Talk

Understanding climate change with Python: from the IPCC report to climate action

LanguageEnglish
Audience levelBeginner

This proposal is in multiple languages, click here to see it in Italian

Elevator pitch

There’s no person or economy on Earth left untouched by climate change. Let’s use Python as the main tool to understand the implications of future climate scenarios, provided as open data by the IPCC. You’ll gain familiarity with climate science and how human choices influence our future.

Abstract

Climate change is no longer a distant, abstract phenomenon—it’s here, it’s now, and it’s profoundly reshaping our lives. Over the past two centuries, human activity has accelerated a shift in Earth’s climate at an unprecedented scale. Take Bologna, the host city for this PyCon, and the Emilia-Romagna region: both have suffered devastating floods in recent years. The unique geography and meteorological dynamics of the area, combined with a warming atmosphere and Mediterranean Sea, are driving more intense rainfall and severe flooding.

But what lies ahead? The future is uncertain—we can’t predict exactly how human societies or the climate will evolve. However, Python offers powerful tools to help us explore the possibilities.

Python has become indispensable in climate science. It’s the go-to language for analyzing geospatial data, a core format for meteorological and climate datasets. With Python, we can access vast datasets, compute insightful indices, and visualize the complex interplay of past, present, and future climate dynamics. Libraries like GeoPandas, xarray, and rasterio have become industry standards for handling time series and geospatial data, empowering scientists, policymakers, and businesses alike.

One of the most valuable datasets we have today comes from the Intergovernmental Panel on Climate Change (IPCC), the United Nations body tasked with assessing climate change. The IPCC’s latest reports present five future scenarios—detailed models that link the evolution of human society to potential climate outcomes. These scenarios illuminate possible paths forward and their implications for our world.

At Eoliann, the climate risk startup where I work, these scenarios are at the core of what we do. Our mission is to estimate the impacts of extreme natural events—floods, droughts, wildfires—not just by analyzing past data, but by considering future climate trajectories. Governments and businesses use these insights to design adaptation and mitigation strategies, safeguarding lives, economies, and ecosystems.

Even Bologna has embraced future scenarios in its urban planning efforts, preparing for hazards like heatwaves, heavy rainfalls, and droughts. This highlights the critical importance of these IPCC projections—and Python’s role in making sense of them.

In this talk, I’ll demonstrate how Python can be used to access, process, and visualize the IPCC’s climate scenarios. You’ll discover practical techniques for analyzing these datasets—whether for scientific exploration, policy development, or communicating climate risks to broader audiences.

By the end of this session, you’ll have a deeper understanding of climate science, a broader knowledge of Python’s geospatial capabilities, and a clearer picture of the futures that lie before us. The question is: which future will we choose?

TagsGEO and GIS, Data Visualization, Scientific Python
Participant

Robin Castellani

Between Trentino’s forests and a keyboard without letters, you’ll find Robin, environmental engineer by education and developer by job.

During the day he deals with the estimation of the impact of extreme natural events at Eoliann; during the night he dances latin music.

Anthropology is another of his interests: did you know that the reason why Europe culturally conquered the world in the last few century was… by chance?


→ TASK DETAILS
Every record must be reproduced exactly. Leave none out.

→ MATERIAL SHOWN
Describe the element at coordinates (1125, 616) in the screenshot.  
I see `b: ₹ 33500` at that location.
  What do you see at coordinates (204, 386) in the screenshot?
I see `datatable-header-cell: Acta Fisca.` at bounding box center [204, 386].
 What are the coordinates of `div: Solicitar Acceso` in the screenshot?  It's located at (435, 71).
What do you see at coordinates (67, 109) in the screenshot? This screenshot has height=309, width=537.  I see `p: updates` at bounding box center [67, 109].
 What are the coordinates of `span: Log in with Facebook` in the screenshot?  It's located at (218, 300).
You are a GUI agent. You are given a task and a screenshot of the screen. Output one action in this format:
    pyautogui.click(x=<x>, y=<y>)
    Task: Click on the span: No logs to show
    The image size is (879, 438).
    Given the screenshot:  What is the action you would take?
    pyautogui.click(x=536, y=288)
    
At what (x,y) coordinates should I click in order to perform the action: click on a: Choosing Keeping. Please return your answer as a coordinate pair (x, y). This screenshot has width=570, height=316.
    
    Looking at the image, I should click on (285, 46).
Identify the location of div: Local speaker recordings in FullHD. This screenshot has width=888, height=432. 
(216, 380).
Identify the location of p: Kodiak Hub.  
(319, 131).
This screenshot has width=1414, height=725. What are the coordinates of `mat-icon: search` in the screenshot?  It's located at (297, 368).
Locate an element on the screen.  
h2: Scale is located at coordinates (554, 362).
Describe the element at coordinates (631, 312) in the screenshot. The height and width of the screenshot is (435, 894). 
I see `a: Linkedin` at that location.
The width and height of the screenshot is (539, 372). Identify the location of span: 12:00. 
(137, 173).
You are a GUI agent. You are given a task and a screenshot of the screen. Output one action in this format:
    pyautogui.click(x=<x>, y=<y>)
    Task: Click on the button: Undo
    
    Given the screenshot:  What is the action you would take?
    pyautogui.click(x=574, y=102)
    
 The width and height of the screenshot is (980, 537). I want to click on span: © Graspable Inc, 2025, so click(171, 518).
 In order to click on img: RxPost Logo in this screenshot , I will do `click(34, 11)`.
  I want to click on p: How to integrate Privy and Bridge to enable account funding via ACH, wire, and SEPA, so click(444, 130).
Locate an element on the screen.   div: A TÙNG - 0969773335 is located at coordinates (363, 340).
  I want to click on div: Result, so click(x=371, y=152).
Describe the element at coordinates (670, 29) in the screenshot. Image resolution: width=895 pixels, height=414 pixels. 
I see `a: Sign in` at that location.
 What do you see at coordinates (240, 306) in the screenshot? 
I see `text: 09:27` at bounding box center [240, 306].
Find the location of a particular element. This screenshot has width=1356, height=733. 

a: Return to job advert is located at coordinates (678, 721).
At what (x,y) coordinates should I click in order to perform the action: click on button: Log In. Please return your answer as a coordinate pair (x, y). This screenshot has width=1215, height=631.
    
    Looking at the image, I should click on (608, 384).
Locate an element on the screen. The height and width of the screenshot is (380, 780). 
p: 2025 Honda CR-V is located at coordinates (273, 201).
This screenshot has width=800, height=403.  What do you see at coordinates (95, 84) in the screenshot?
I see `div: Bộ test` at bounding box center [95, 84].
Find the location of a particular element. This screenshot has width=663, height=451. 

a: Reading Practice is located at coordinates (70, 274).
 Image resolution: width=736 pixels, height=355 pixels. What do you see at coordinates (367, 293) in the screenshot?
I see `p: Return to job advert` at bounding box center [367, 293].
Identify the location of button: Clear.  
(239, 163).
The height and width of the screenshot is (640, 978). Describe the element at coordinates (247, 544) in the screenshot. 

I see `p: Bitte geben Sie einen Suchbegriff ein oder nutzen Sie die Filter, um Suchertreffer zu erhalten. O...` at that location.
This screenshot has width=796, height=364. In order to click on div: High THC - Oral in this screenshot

→ RESPONSE TO THIS TASK
Describe the element at coordinates (1125, 616) in the screenshot.  
I see `b: ₹ 33500` at that location.
  What do you see at coordinates (204, 386) in the screenshot?
I see `datatable-header-cell: Acta Fisca.` at bounding box center [204, 386].
 What are the coordinates of `div: Solicitar Acceso` in the screenshot?  It's located at (435, 71).
What do you see at coordinates (67, 109) in the screenshot? This screenshot has height=309, width=537.  I see `p: updates` at bounding box center [67, 109].
 What are the coordinates of `span: Log in with Facebook` in the screenshot?  It's located at (218, 300).
You are a GUI agent. You are given a task and a screenshot of the screen. Output one action in this format:
    pyautogui.click(x=<x>, y=<y>)
    Task: Click on the span: No logs to show
    The image size is (879, 438).
    Given the screenshot:  What is the action you would take?
    pyautogui.click(x=536, y=288)
    
At what (x,y) coordinates should I click in order to perform the action: click on a: Choosing Keeping. Please return your answer as a coordinate pair (x, y). This screenshot has width=570, height=316.
    
    Looking at the image, I should click on (285, 46).
Identify the location of div: Local speaker recordings in FullHD. This screenshot has width=888, height=432. 
(216, 380).
Identify the location of p: Kodiak Hub.  
(319, 131).
This screenshot has width=1414, height=725. What are the coordinates of `mat-icon: search` in the screenshot?  It's located at (297, 368).
Locate an element on the screen.  
h2: Scale is located at coordinates (554, 362).
Describe the element at coordinates (631, 312) in the screenshot. The height and width of the screenshot is (435, 894). 
I see `a: Linkedin` at that location.
The width and height of the screenshot is (539, 372). Identify the location of span: 12:00. 
(137, 173).
You are a GUI agent. You are given a task and a screenshot of the screen. Output one action in this format:
    pyautogui.click(x=<x>, y=<y>)
    Task: Click on the button: Undo
    
    Given the screenshot:  What is the action you would take?
    pyautogui.click(x=574, y=102)
    
 The width and height of the screenshot is (980, 537). I want to click on span: © Graspable Inc, 2025, so click(171, 518).
 In order to click on img: RxPost Logo in this screenshot , I will do `click(34, 11)`.
  I want to click on p: How to integrate Privy and Bridge to enable account funding via ACH, wire, and SEPA, so click(444, 130).
Locate an element on the screen.   div: A TÙNG - 0969773335 is located at coordinates (363, 340).
  I want to click on div: Result, so click(x=371, y=152).
Describe the element at coordinates (670, 29) in the screenshot. Image resolution: width=895 pixels, height=414 pixels. 
I see `a: Sign in` at that location.
 What do you see at coordinates (240, 306) in the screenshot? 
I see `text: 09:27` at bounding box center [240, 306].
Find the location of a particular element. This screenshot has width=1356, height=733. 

a: Return to job advert is located at coordinates (678, 721).
At what (x,y) coordinates should I click in order to perform the action: click on button: Log In. Please return your answer as a coordinate pair (x, y). This screenshot has width=1215, height=631.
    
    Looking at the image, I should click on (608, 384).
Locate an element on the screen. The height and width of the screenshot is (380, 780). 
p: 2025 Honda CR-V is located at coordinates (273, 201).
This screenshot has width=800, height=403.  What do you see at coordinates (95, 84) in the screenshot?
I see `div: Bộ test` at bounding box center [95, 84].
Find the location of a particular element. This screenshot has width=663, height=451. 

a: Reading Practice is located at coordinates (70, 274).
 Image resolution: width=736 pixels, height=355 pixels. What do you see at coordinates (367, 293) in the screenshot?
I see `p: Return to job advert` at bounding box center [367, 293].
Identify the location of button: Clear.  
(239, 163).
The height and width of the screenshot is (640, 978). Describe the element at coordinates (247, 544) in the screenshot. 

I see `p: Bitte geben Sie einen Suchbegriff ein oder nutzen Sie die Filter, um Suchertreffer zu erhalten. O...` at that location.
This screenshot has width=796, height=364. In order to click on div: High THC - Oral in this screenshot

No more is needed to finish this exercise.